Phantomdrive is open source encrypted USB drive with a stealth mechanism to hide its second partition. To decrypt it you must create a file containing your password in the format password:addpasswordhere, this is used to derive a AES-256 key. The drive automatically unmounts itself, remounts the remaining disk and encrypts and decrypts in place. It uses CH569W SoC, which has USB3, SDIO and an AES hardware block. It is programmable over USB using the wch-ch56x-isp library.
|-- ee # Hardware files
|-- Makefile
|-- readme.md # This files
|-- test # Test the cypto components
|-- ref # Reference docs
|-- src # Firmware
|-- tests # Verification scripts
|-- wch-ch56x-bsp # Board support package
`-- wch-ch56x-isp # Programming softwaregit submodule update --init --recursive --checkout --force
cd wch-ch56x-isp
make # Build the ISP toolThe HydraUSB3 project requires a patched GCC that supports the
WCH-Interrupt-fast interrupt attribute. Download the xpack GCC from the HydraUSB3 project:
cd /tmp
curl -sL -o riscv-gcc-xpack.tar.gz \
"https://github.com/hydrausb3/riscv-none-elf-gcc-xpack/releases/download/12.2.0-1/xpack-riscv-none-elf-gcc-12.2.0-1-linux-x64.tar.gz"
tar xzf riscv-gcc-xpack.tar.gz
sudo cp -r xpack-riscv-none-elf-gcc-12.2.0-1/* /usr/local/make UART=1 # Enable UART
make UART=1 DEBUG_USB=1 # Enable USB Debugging
make
# Remove flash drive
# While holding boot button, plug in
./wch-ch56x-isp/wch-ch56x-isp -d=off # This is needed just one to disable debug mode
make flashsudo echo "password:YourPasswordHere13245" > /mnt/unlock.txt./scripts/release_hardware.shThis code has not been professionally audited. Treat Phantomdrive as an experimental open source hardware/firmware project rather than a formally reviewed security product. The current level of validation is described in the test README. I am not responsible for loss of data, security incidents, or other damage resulting from use of this project.
The encrypted area currently uses AES-256-CTR with counters derived from disk block positions. This matters if an attacker can capture ciphertext from the same sector at two different points in time after that sector has been rewritten. Comparing those ciphertexts cancels the repeated keystream and reveals the XOR of the two plaintext versions for that sector only; it does not recover the AES key. Recovering actual plaintext bytes still requires known or guessable content in one of the versions. Disk encryption modes such as XTS are designed for this class of problem; AES-XTS support is in progress.
Unlock detection is also content-based. While the device is locked, any write data containing the string password: can be interpreted as an unlock attempt; the file does not need to be named unlock.txt.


ABOUT THIS EXERCISE:
Every entry must appear in the output exactly as it does here.

RECORD EXTRACTS:
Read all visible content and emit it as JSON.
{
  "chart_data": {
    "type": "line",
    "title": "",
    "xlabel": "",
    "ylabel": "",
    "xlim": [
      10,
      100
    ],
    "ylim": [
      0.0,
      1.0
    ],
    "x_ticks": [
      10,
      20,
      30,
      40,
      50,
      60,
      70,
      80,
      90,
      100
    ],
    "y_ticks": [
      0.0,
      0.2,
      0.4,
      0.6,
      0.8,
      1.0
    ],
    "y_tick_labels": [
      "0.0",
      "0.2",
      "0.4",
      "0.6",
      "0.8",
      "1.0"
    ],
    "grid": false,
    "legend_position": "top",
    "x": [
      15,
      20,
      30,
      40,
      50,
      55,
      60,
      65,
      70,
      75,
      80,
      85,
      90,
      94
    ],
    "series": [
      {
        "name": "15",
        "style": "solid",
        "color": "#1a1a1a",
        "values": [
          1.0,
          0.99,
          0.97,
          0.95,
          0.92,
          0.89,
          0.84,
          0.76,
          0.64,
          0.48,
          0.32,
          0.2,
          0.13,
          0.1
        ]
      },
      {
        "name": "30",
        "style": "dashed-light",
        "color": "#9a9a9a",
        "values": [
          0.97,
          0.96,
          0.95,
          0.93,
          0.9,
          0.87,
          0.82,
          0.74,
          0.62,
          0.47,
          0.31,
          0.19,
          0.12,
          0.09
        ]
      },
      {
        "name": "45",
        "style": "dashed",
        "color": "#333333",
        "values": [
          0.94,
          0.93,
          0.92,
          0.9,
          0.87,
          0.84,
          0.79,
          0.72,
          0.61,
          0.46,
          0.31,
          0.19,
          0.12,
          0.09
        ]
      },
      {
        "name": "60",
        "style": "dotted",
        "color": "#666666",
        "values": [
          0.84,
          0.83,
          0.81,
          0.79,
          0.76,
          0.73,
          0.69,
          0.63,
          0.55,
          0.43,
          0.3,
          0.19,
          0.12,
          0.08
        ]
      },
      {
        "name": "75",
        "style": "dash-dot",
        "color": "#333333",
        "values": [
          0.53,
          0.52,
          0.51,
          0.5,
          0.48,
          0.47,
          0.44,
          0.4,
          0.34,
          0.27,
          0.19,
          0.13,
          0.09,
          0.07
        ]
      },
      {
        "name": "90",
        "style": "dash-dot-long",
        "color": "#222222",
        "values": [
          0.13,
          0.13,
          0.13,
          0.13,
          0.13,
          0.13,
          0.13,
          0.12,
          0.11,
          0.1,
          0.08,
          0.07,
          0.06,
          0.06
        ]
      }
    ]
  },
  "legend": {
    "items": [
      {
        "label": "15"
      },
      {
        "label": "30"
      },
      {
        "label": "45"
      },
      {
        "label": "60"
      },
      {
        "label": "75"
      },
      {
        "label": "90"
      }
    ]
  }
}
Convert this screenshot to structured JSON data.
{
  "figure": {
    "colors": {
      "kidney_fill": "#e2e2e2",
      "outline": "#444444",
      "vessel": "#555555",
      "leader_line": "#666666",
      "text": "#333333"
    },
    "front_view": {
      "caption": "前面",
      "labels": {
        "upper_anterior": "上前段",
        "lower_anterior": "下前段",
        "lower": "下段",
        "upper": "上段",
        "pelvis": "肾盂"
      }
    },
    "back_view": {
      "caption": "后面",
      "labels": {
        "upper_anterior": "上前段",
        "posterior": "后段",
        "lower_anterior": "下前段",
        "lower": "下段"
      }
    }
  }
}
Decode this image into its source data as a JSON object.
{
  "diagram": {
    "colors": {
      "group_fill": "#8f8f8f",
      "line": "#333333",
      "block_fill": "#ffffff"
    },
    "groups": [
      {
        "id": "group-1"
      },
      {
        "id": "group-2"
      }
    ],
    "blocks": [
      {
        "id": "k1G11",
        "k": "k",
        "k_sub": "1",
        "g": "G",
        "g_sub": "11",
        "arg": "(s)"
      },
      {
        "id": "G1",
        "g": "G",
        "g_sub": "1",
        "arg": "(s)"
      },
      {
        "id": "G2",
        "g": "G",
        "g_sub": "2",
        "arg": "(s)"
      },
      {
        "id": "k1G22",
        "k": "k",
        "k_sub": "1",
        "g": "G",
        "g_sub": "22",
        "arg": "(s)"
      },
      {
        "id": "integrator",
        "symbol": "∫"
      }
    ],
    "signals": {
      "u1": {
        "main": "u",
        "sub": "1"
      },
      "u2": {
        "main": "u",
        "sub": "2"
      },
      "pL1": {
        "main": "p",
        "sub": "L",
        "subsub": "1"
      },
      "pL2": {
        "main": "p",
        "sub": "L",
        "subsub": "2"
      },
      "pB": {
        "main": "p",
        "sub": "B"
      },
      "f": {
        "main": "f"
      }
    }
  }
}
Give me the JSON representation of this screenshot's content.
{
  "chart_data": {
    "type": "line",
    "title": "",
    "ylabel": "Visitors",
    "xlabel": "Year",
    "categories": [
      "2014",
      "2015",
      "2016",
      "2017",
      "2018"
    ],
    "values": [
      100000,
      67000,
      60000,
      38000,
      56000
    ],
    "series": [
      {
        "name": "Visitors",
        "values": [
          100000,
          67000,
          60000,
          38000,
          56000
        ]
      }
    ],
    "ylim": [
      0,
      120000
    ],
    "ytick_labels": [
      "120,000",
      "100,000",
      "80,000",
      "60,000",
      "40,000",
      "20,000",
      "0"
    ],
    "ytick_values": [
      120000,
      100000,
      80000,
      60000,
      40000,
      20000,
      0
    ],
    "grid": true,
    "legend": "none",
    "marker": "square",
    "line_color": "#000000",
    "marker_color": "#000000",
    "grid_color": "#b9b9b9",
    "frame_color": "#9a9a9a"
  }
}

YOUR SOLUTION:
Read all visible content and emit it as JSON.
{
  "chart_data": {
    "type": "line",
    "title": "",
    "xlabel": "",
    "ylabel": "",
    "xlim": [
      10,
      100
    ],
    "ylim": [
      0.0,
      1.0
    ],
    "x_ticks": [
      10,
      20,
      30,
      40,
      50,
      60,
      70,
      80,
      90,
      100
    ],
    "y_ticks": [
      0.0,
      0.2,
      0.4,
      0.6,
      0.8,
      1.0
    ],
    "y_tick_labels": [
      "0.0",
      "0.2",
      "0.4",
      "0.6",
      "0.8",
      "1.0"
    ],
    "grid": false,
    "legend_position": "top",
    "x": [
      15,
      20,
      30,
      40,
      50,
      55,
      60,
      65,
      70,
      75,
      80,
      85,
      90,
      94
    ],
    "series": [
      {
        "name": "15",
        "style": "solid",
        "color": "#1a1a1a",
        "values": [
          1.0,
          0.99,
          0.97,
          0.95,
          0.92,
          0.89,
          0.84,
          0.76,
          0.64,
          0.48,
          0.32,
          0.2,
          0.13,
          0.1
        ]
      },
      {
        "name": "30",
        "style": "dashed-light",
        "color": "#9a9a9a",
        "values": [
          0.97,
          0.96,
          0.95,
          0.93,
          0.9,
          0.87,
          0.82,
          0.74,
          0.62,
          0.47,
          0.31,
          0.19,
          0.12,
          0.09
        ]
      },
      {
        "name": "45",
        "style": "dashed",
        "color": "#333333",
        "values": [
          0.94,
          0.93,
          0.92,
          0.9,
          0.87,
          0.84,
          0.79,
          0.72,
          0.61,
          0.46,
          0.31,
          0.19,
          0.12,
          0.09
        ]
      },
      {
        "name": "60",
        "style": "dotted",
        "color": "#666666",
        "values": [
          0.84,
          0.83,
          0.81,
          0.79,
          0.76,
          0.73,
          0.69,
          0.63,
          0.55,
          0.43,
          0.3,
          0.19,
          0.12,
          0.08
        ]
      },
      {
        "name": "75",
        "style": "dash-dot",
        "color": "#333333",
        "values": [
          0.53,
          0.52,
          0.51,
          0.5,
          0.48,
          0.47,
          0.44,
          0.4,
          0.34,
          0.27,
          0.19,
          0.13,
          0.09,
          0.07
        ]
      },
      {
        "name": "90",
        "style": "dash-dot-long",
        "color": "#222222",
        "values": [
          0.13,
          0.13,
          0.13,
          0.13,
          0.13,
          0.13,
          0.13,
          0.12,
          0.11,
          0.1,
          0.08,
          0.07,
          0.06,
          0.06
        ]
      }
    ]
  },
  "legend": {
    "items": [
      {
        "label": "15"
      },
      {
        "label": "30"
      },
      {
        "label": "45"
      },
      {
        "label": "60"
      },
      {
        "label": "75"
      },
      {
        "label": "90"
      }
    ]
  }
}
Convert this screenshot to structured JSON data.
{
  "figure": {
    "colors": {
      "kidney_fill": "#e2e2e2",
      "outline": "#444444",
      "vessel": "#555555",
      "leader_line": "#666666",
      "text": "#333333"
    },
    "front_view": {
      "caption": "前面",
      "labels": {
        "upper_anterior": "上前段",
        "lower_anterior": "下前段",
        "lower": "下段",
        "upper": "上段",
        "pelvis": "肾盂"
      }
    },
    "back_view": {
      "caption": "后面",
      "labels": {
        "upper_anterior": "上前段",
        "posterior": "后段",
        "lower_anterior": "下前段",
        "lower": "下段"
      }
    }
  }
}
Decode this image into its source data as a JSON object.
{
  "diagram": {
    "colors": {
      "group_fill": "#8f8f8f",
      "line": "#333333",
      "block_fill": "#ffffff"
    },
    "groups": [
      {
        "id": "group-1"
      },
      {
        "id": "group-2"
      }
    ],
    "blocks": [
      {
        "id": "k1G11",
        "k": "k",
        "k_sub": "1",
        "g": "G",
        "g_sub": "11",
        "arg": "(s)"
      },
      {
        "id": "G1",
        "g": "G",
        "g_sub": "1",
        "arg": "(s)"
      },
      {
        "id": "G2",
        "g": "G",
        "g_sub": "2",
        "arg": "(s)"
      },
      {
        "id": "k1G22",
        "k": "k",
        "k_sub": "1",
        "g": "G",
        "g_sub": "22",
        "arg": "(s)"
      },
      {
        "id": "integrator",
        "symbol": "∫"
      }
    ],
    "signals": {
      "u1": {
        "main": "u",
        "sub": "1"
      },
      "u2": {
        "main": "u",
        "sub": "2"
      },
      "pL1": {
        "main": "p",
        "sub": "L",
        "subsub": "1"
      },
      "pL2": {
        "main": "p",
        "sub": "L",
        "subsub": "2"
      },
      "pB": {
        "main": "p",
        "sub": "B"
      },
      "f": {
        "main": "f"
      }
    }
  }
}
Give me the JSON representation of this screenshot's content.
{
  "chart_data": {
    "type": "line",
    "title": "",
    "ylabel": "Visitors",
    "xlabel": "Year",
    "categories": [
      "2014",
      "2015",
      "2016",
      "2017",
      "2018"
    ],
    "values": [
      100000,
      67000,
      60000,
      38000,
      56000
    ],
    "series": [
      {
        "name": "Visitors",
        "values": [
          100000,
          67000,
          60000,
          38000,
          56000
        ]
      }
    ],
    "ylim": [
      0,
      120000
    ],
    "ytick_labels": [
      "120,000",
      "100,000",
      "80,000",
      "60,000",
      "40,000",
      "20,000",
      "0"
    ],
    "ytick_values": [
      120000,
      100000,
      80000,
      60000,
      40000,
      20000,
      0
    ],
    "grid": true,
    "legend": "none",
    "marker": "square",
    "line_color": "#000000",
    "marker_color": "#000000",
    "grid_color": "#b9b9b9",
    "frame_color": "#9a9a9a"
  }
}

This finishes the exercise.